Ryan Adams – Rock N Roll

Ryan AdamsRock N Roll (Lost Highway)

It’s easy to hate Ryan Adams. But it’s impossible to hate his music. Heartbreaker oozed with honesty, Gold exploded with melody, Demolition screams with potential, and his newest release, Rock N Roll does just what the name implies: it rocks.

According to Adams, Rock N Roll was conceived the day Lost Highway decided that Love is Hell was too moody to release. Ryan being Ryan, he drank away his troubles, met up with Johnny T, and decided to give the record executives something that is everything except moody. Out came Rock N Roll, the final bullet to the head of Whiskeytown.

Adams’ newest release is a trip through his record collection. You can hear U2 in the first single, “So Alive.” “Note to Self: Don’t Die” is the best song Nirvana could never write. “Anybody Wanna Take Me Home” takes a page out of Morrisey’s playbook. But should Adams be punished for wearing his influences on his sleeve?

Rock N Roll features Adams’ most intricate guitar work and showcases his ever-improving voice perfectly. The songs exhibit a new sense of attitude missing from Adams’ previous work. We always knew Adams was a braggart—now his music proves it. Ryan doesn’t shy away from responding the public through his songs either. “Note to self: don’t change for anyone,” he growls, responding to recent criticisms from both fans and critics alike.

While the album showcases a slew of guest performers such as Billie Joe Armstrong from Green Day and Ryan’s current love, Parker Posey, they are neither a help nor hindrance to the songs. It is Adams’ record from the moment he says “Let me sing a song to you that’s never been sung before” in “This is It” (a tongue-in-cheek reference to The Strokes) to the album’s closing line “Los Angeles is dead” in “The Drugs Not Working.”

“Does anybody wanna take me home,” asks Ryan Adams. The answer is a resounding yes.

Read the Glorious Noise reviews of Love Is Hell, Pt. 1 and Demolition. And be sure to check out the silly online feud between Ryan Adams and GLONO’s Jake Brown.

4 thoughts on “Ryan Adams – Rock N Roll”

  1. this record came across as an earnest attempt not to be the hot thing in “alt-country” and it ended up being a cliche ridden piece of 80’s retread. It would be one thing if Adams was as successful at recreating the aural manifestations of the 80s pop-punk music he yearned to, as he was with the 60’s and 70’s stylized referencing on 2001’s “Gold”. But in the end he would have been better served to listen back to these sessions and say fun experience but not worth polluting the gene pool.

  2. dont you people know that ryan said it himself that this record was a way to express what he was feeling at that time? he said that he wanted to write something that felt more like him, that he needed to write this to get this shit out in the open. it is a record of him expressing that he was tired of writing the same old shit that people are used too and that he wanted to go one step more into showing you the real ryan. i believe that this record and love is hell 1 and 2 are the best records that he has put out so far. if you dont think so, you are not a true ryan adams fan.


## Instructions for the task
Give back every record exactly, with its pictures left out.

## Information supplied
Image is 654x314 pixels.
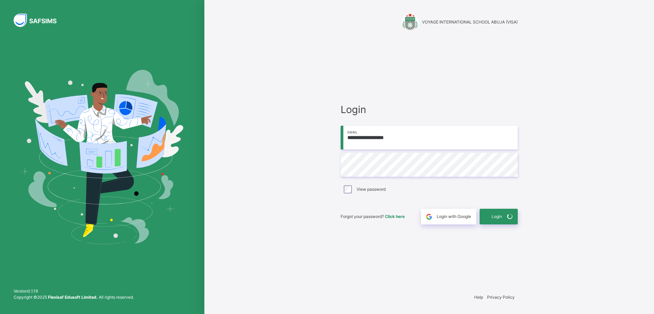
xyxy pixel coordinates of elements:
span: Version 0.1.19 [14,288,134,294]
strong: Flexisaf Edusoft Limited. [48,294,98,300]
img: google.396cfc9801f0270233282035f929180a.svg [425,213,433,221]
img: SAFSIMS Logo [14,14,65,27]
span: VOYAGE INTERNATIONAL SCHOOL ABUJA (VISA) [422,19,517,25]
label: View password [356,186,385,192]
span: Copyright © 2025 All rights reserved. [14,294,134,300]
a: Help [474,294,483,300]
span: Login [340,102,517,117]
a: Click here [385,214,404,219]
a: Privacy Policy [487,294,514,300]
span: Login [491,213,502,220]
img: Hero Image [21,70,183,244]
span: Forgot your password? [340,214,404,219]
span: Login with Google [436,213,471,220]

## Task response
Image is 654x314 pixels.
xyxy pixel coordinates of elements:
span: Version 0.1.19 [14,288,134,294]
strong: Flexisaf Edusoft Limited. [48,294,98,300]
img: google.396cfc9801f0270233282035f929180a.svg [425,213,433,221]
img: SAFSIMS Logo [14,14,65,27]
span: VOYAGE INTERNATIONAL SCHOOL ABUJA (VISA) [422,19,517,25]
label: View password [356,186,385,192]
span: Copyright © 2025 All rights reserved. [14,294,134,300]
a: Help [474,294,483,300]
span: Login [340,102,517,117]
a: Click here [385,214,404,219]
a: Privacy Policy [487,294,514,300]
span: Login [491,213,502,220]
img: Hero Image [21,70,183,244]
span: Forgot your password? [340,214,404,219]
span: Login with Google [436,213,471,220]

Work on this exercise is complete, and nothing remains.